One of the most important and challenging situations facing learning professionals today is the integration of the LMS with other systems, applications, and platforms. This is typically achieved by utilizing an API or application programming interface, a set of tools, routines, and protocols that can be used to facilitate communication between applications as well as allow programmers to come up with new applications that work within the context of the platform in question.

LMS API

Facebook, WordPress, Google, Amazon, Twitter, all have robust APIs. In the learning environment, SCORM (Sharable Content Object Reference Model) and Tin Can are two widely known APIs. Tin Can, now more commonly referred to as the Experience API or xAPI for short, is generally considered the successor to SCORM. The reason Tin Can is the latest and greatest is due to its expanded capabilities over SCORM, and it’s also an open source solution. These newer capabilities include the following:

Tracking and leveraging Big Data in eLearning

The cool thing about xAPI being liberated from many of SCORM’s limitations is that it can be configured to collect data about learning wherever it occurs. This is especially important when you understand that something like 90% of learning occurs informally and outside of traditional learning and training efforts. If your company has a wiki on a particular topic and an employee accesses that wiki, xAPI can track that, collecting data that feeds into a unique LRS (learning record store) for that particular learner.

Taking eLearning outside of the web browser

Using SCORM, you can only collect data when the user is accessing/viewing a course through a web browser. Not only that, the browser must be one launched from the same domain as the LMS, which means it can’t collect data from a mobile workforce that catches its learning on the go.

eLearning in native mobile applications

What xAPI can do is collect data from and deliver learning in native applications, meaning on whatever device is being used to access the learning content. In other words, xAPI is a ton more flexible than SCORM.

Platform transition

With xAPI, it doesn’t matter if you start training on one kind of device and finish it on another because all that data is going to feed directly into the learner’s LRS. Again, more flexibility.

The ability to track games and simulations

There has always been some resistance to gamification among some skeptical learning or training managers. The beauty of xAPI is that it can take data from learning games and simulations and feed that right into the LRS and combine with data from more traditional forms of learning.

Tracking real-world performance and ROI

A perennial challenge for learning professionals is coming up with viable ROI calculations for learning efforts. After all, how do you prove that any particular learning initiative really translated into improved performance? This is something that becomes a whole lot easier with xAPI. Using xAPI, learning can be directly tied into the performance management systems of a company to show the relationship between learning and performance. What’s even better is how xAPI can track all learning, not just that which occurs within the official LMS.

Team-based eLearning

Now imagine that you create an LRS that is for multiple people, which means you can track all kinds of learning data for an entire team of people.

As you can see, xAPI’s strengths lie in its ability to track a wider range of information about learners and their behaviors, capabilities that were rather limited in SCORM. It can even collect and consolidate data from multiple LMS platforms and a huge variety of other sources. This means you can learn lots of really interesting things about how your people are really learning. It’s the LRS that is the key to leveraging this data into something from which you can derive actionable insights to make more informed decisions about your learning efforts. And that’s the Holy Grail of Big Data in eLearning today.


Exercise description:
Everything in the data that follows should be given again verbatim, except the images.

------------------------------

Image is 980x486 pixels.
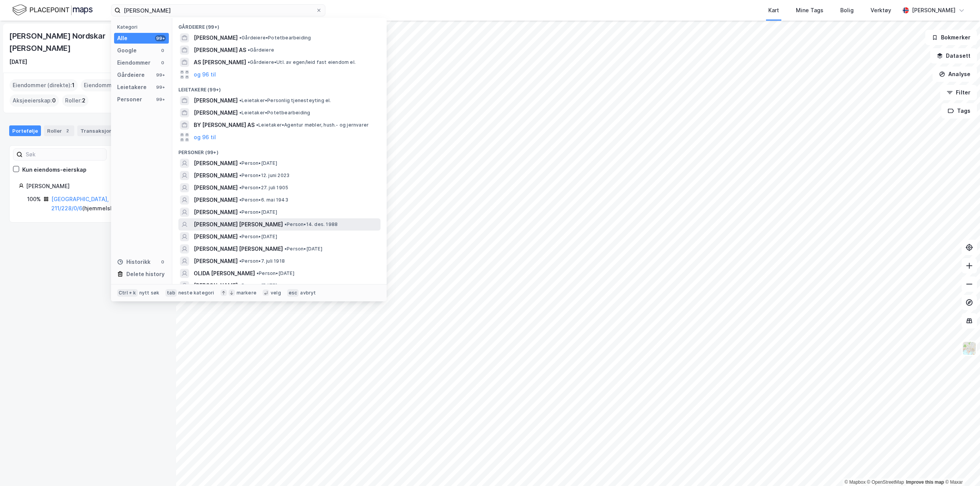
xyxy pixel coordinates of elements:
div: 0 [159,259,166,265]
div: Leietakere [117,82,147,92]
a: OpenStreetMap [867,480,905,485]
div: Gårdeiere (99+) [172,18,386,32]
span: • [239,97,242,104]
div: Kategori [117,24,169,30]
span: • [239,160,242,166]
span: OLIDA [PERSON_NAME] [194,269,255,278]
button: og 96 til [194,70,216,79]
span: • [239,110,242,116]
div: Personer (99+) [172,143,386,158]
span: [PERSON_NAME] [PERSON_NAME] [194,244,283,253]
span: Person • 12. juni 2023 [239,173,290,179]
button: Datasett [930,48,977,64]
span: [PERSON_NAME] AS [194,45,246,55]
span: Gårdeiere • Utl. av egen/leid fast eiendom el. [248,59,355,66]
button: og 96 til [194,133,216,142]
span: Person • [DATE] [239,160,277,166]
a: Improve this map [906,480,945,485]
div: esc [287,289,299,297]
div: Eiendommer [117,58,151,67]
span: Leietaker • Agentur møbler, hush.- og jernvarer [256,122,369,128]
div: ( hjemmelshaver ) [51,195,158,213]
span: AS [PERSON_NAME] [194,58,246,67]
span: 1 [72,81,74,90]
div: Roller [44,126,74,136]
img: Z [962,341,976,356]
span: Person • 7. juli 1918 [239,258,284,265]
div: Bolig [841,5,854,15]
div: Personer [117,95,142,104]
span: [PERSON_NAME] [194,282,237,290]
div: Roller : [62,95,89,107]
div: nytt søk [139,290,159,296]
div: 99+ [155,35,166,42]
div: Kart [768,5,779,15]
span: • [239,173,242,178]
span: Person • [DATE] [239,282,277,289]
div: avbryt [300,290,316,296]
a: Mapbox [844,480,866,485]
div: Gårdeiere [117,71,144,80]
div: Historikk [117,258,151,266]
span: [PERSON_NAME] [194,108,237,118]
div: Google [117,46,136,55]
span: 2 [82,96,85,105]
span: Person • [DATE] [239,209,277,215]
span: [PERSON_NAME] [194,232,237,242]
span: [PERSON_NAME] [194,183,237,192]
span: Gårdeiere • Potetbearbeiding [239,35,311,41]
span: • [248,47,250,53]
span: • [248,59,250,65]
button: Tags [942,104,977,119]
span: Leietaker • Personlig tjenesteyting el. [239,97,331,104]
span: [PERSON_NAME] [194,171,237,181]
div: 99+ [155,96,166,103]
div: Kun eiendoms-eierskap [22,166,87,174]
span: • [257,271,259,276]
a: [GEOGRAPHIC_DATA], 211/228/0/6 [51,196,109,212]
span: [PERSON_NAME] [194,96,237,105]
span: [PERSON_NAME] [194,208,237,217]
img: logo.f888ab2527a4732fd821a326f86c7f29.svg [12,4,93,17]
div: [PERSON_NAME] [26,181,158,191]
span: Gårdeiere [248,47,274,53]
span: Person • [DATE] [239,234,277,240]
span: • [239,185,242,190]
div: Delete history [127,270,165,279]
span: [PERSON_NAME] [194,196,237,204]
span: • [239,234,242,240]
input: Søk [22,149,106,160]
div: tab [166,289,177,297]
div: neste kategori [178,290,214,296]
span: [PERSON_NAME] [194,257,237,266]
span: [PERSON_NAME] [194,34,237,42]
span: [PERSON_NAME] [194,158,237,168]
input: Søk på adresse, matrikkel, gårdeiere, leietakere eller personer [121,4,316,16]
span: Person • 27. juli 1905 [239,185,288,191]
div: markere [237,290,257,296]
span: • [239,197,242,203]
span: Person • [DATE] [257,271,294,276]
span: Person • 6. mai 1943 [239,197,288,203]
div: Alle [117,34,128,42]
button: Filter [940,85,977,100]
span: • [256,122,259,127]
iframe: Chat Widget [942,450,980,486]
span: 0 [52,96,56,105]
div: Portefølje [9,126,41,136]
div: 99+ [155,72,166,78]
div: [DATE] [9,58,27,66]
div: Kontrollprogram for chat [942,450,980,486]
span: • [239,209,242,215]
span: • [284,221,287,228]
button: Bokmerker [925,30,977,45]
div: Mine Tags [796,5,823,15]
span: Leietaker • Potetbearbeiding [239,110,310,116]
div: Transaksjoner [77,126,129,136]
div: [PERSON_NAME] Nordskar [PERSON_NAME] [9,30,155,54]
span: Person • [DATE] [284,246,323,252]
div: Aksjeeierskap : [10,95,59,107]
div: Eiendommer (direkte) : [10,79,78,91]
div: 0 [159,59,166,66]
span: • [284,246,287,251]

------------------------------

Answer:
Image is 980x486 pixels.
xyxy pixel coordinates of elements:
div: 0 [159,259,166,265]
div: Leietakere [117,82,147,92]
a: OpenStreetMap [867,480,905,485]
div: Gårdeiere (99+) [172,18,386,32]
span: • [239,97,242,104]
div: Kategori [117,24,169,30]
span: • [239,160,242,166]
span: OLIDA [PERSON_NAME] [194,269,255,278]
button: og 96 til [194,70,216,79]
span: • [239,110,242,116]
div: Personer (99+) [172,143,386,158]
span: [PERSON_NAME] [PERSON_NAME] [194,244,283,253]
span: Person • 12. juni 2023 [239,173,290,179]
button: Datasett [930,48,977,64]
span: [PERSON_NAME] AS [194,45,246,55]
span: Gårdeiere • Utl. av egen/leid fast eiendom el. [248,59,355,66]
button: og 96 til [194,133,216,142]
span: Person • [DATE] [239,160,277,166]
a: Improve this map [906,480,945,485]
div: esc [287,289,299,297]
div: Eiendommer [117,58,151,67]
span: Leietaker • Agentur møbler, hush.- og jernvarer [256,122,369,128]
div: ( hjemmelshaver ) [51,195,158,213]
span: AS [PERSON_NAME] [194,58,246,67]
span: 1 [72,81,74,90]
div: Roller [44,126,74,136]
img: Z [962,341,976,356]
span: Person • 7. juli 1918 [239,258,284,265]
div: Bolig [841,5,854,15]
div: Personer [117,95,142,104]
span: [PERSON_NAME] [194,282,237,290]
div: Roller : [62,95,89,107]
div: nytt søk [139,290,159,296]
div: 99+ [155,35,166,42]
div: Kart [768,5,779,15]
span: • [239,173,242,178]
span: Person • [DATE] [239,282,277,289]
div: avbryt [300,290,316,296]
a: Mapbox [844,480,866,485]
div: Gårdeiere [117,71,144,80]
div: Historikk [117,258,151,266]
span: [PERSON_NAME] [194,108,237,118]
div: Google [117,46,136,55]
span: 2 [82,96,85,105]
span: Person • [DATE] [239,209,277,215]
span: [PERSON_NAME] [194,232,237,242]
span: [PERSON_NAME] [194,183,237,192]
span: Gårdeiere • Potetbearbeiding [239,35,311,41]
span: • [248,47,250,53]
span: • [248,59,250,65]
button: Tags [942,104,977,119]
span: Leietaker • Personlig tjenesteyting el. [239,97,331,104]
span: [PERSON_NAME] [194,171,237,181]
div: 99+ [155,96,166,103]
div: Kun eiendoms-eierskap [22,166,87,174]
span: • [257,271,259,276]
a: [GEOGRAPHIC_DATA], 211/228/0/6 [51,196,109,212]
span: [PERSON_NAME] [194,96,237,105]
span: [PERSON_NAME] [194,208,237,217]
img: logo.f888ab2527a4732fd821a326f86c7f29.svg [12,4,93,17]
div: [PERSON_NAME] [26,181,158,191]
span: Gårdeiere [248,47,274,53]
span: Person • [DATE] [239,234,277,240]
span: • [239,185,242,190]
div: Delete history [127,270,165,279]
span: [PERSON_NAME] [194,196,237,204]
span: • [239,234,242,240]
input: Søk [22,149,106,160]
div: tab [166,289,177,297]
div: neste kategori [178,290,214,296]
span: [PERSON_NAME] [194,257,237,266]
span: [PERSON_NAME] [194,34,237,42]
span: [PERSON_NAME] [194,158,237,168]
input: Søk på adresse, matrikkel, gårdeiere, leietakere eller personer [121,4,316,16]
span: Person • 27. juli 1905 [239,185,288,191]
div: markere [237,290,257,296]
span: • [239,197,242,203]
span: Person • [DATE] [257,271,294,276]
span: Person • 6. mai 1943 [239,197,288,203]
div: Alle [117,34,128,42]
button: Filter [940,85,977,100]
span: • [256,122,259,127]
iframe: Chat Widget [942,450,980,486]
span: 0 [52,96,56,105]
div: Portefølje [9,126,41,136]
div: 99+ [155,72,166,78]
div: [DATE] [9,58,27,66]
div: Kontrollprogram for chat [942,450,980,486]
span: • [239,209,242,215]
span: • [284,221,287,228]
button: Bokmerker [925,30,977,45]
div: Mine Tags [796,5,823,15]
span: Leietaker • Potetbearbeiding [239,110,310,116]
div: Transaksjoner [77,126,129,136]
div: [PERSON_NAME] Nordskar [PERSON_NAME] [9,30,155,54]
span: Person • [DATE] [284,246,323,252]
div: Aksjeeierskap : [10,95,59,107]
div: Eiendommer (direkte) : [10,79,78,91]
div: 0 [159,59,166,66]
span: • [284,246,287,251]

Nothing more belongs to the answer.